Note: Iowa already has played Ohio State.
Players say the Michigan defensive scheme is largely the same as last season, but credit English for simplifying and motivating. Now the focus is Belichick-like: Just do your job.
"Guys this year are doing their responsibility," Woodley said. "If they're supposed to hold the A gap, they're holding the A gap. They're not trying to do more than their job."
And they're doing the job all game long. The fourth-quarter collapses of 2005 are nowhere to be found.
"It's all about how you finish," Woodley said. "Your job on defense is to make the guy across from you quit. You may knock me down, but I'm going to keep coming. After a while you may be like, 'Man this guy keeps coming. He won't quit.' "
Yet for all that relentless fury Michigan's defensive line exudes on the field, they are a jocular group off it.
"We're all jokesters," said tackle Alan Branch, who is almost svelte at 6-6 and 331 pounds. "We all do little pranks.

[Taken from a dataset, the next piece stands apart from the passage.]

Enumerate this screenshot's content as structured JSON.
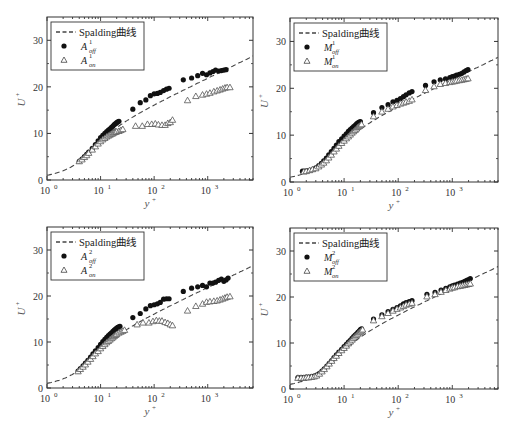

"LaMarr started that. We just like to have a good time out there."
The 6-2, 269-pound Woodley, who has a buff Woody Woodpecker tattoo on his left arm, is having an All-America season at end. Teammates say he is an all-world needler in the locker room.
Some of which can be, ahem, very personal.
Like the "mama jokes." Asked to explain, Woodley grinned bashfully.
Al Goldis/AP Photo
Iowa quarterback Drew Tate was under pressure all day from the Wolverines.
"It's just stuff like, 'You know I'm your daddy,' " he said. "Or, 'I'm going to take your mom out tonight to a nice restaurant. I gave your mom a hug and she gave me a nice, tight squeeze.' "
Stray into family territory like that in the World Cup and you might be headbutted. But Zinedine Zidane doesn't dress in the Michigan locker room.
"It shows you how close our relationship is, that you can make jokes like that," Woodley said.
In truth, the defensive linemen appeared very respectful of each other's elders. Right after the final gun Saturday evening, several of them politely hugged Rene Biggs, the mother of starting end Rondell Biggs.
Ma Biggs, as she's known around the team, walks with the aid of a cane these days. She had spinal surgery over the summer that did not go well, she said, resulting in nerve damage in her legs and pain in her neck. The former special ed and math teacher is now on disability.
So Ma Biggs spends her time attending Michigan football practices and mothering players who are away from home.
"It makes me feel better if I can do anything for the guys," she said. "I love 'em to death."
Michigan fans are learning to love this team to death. Even if the static empire had to embrace some change along the way.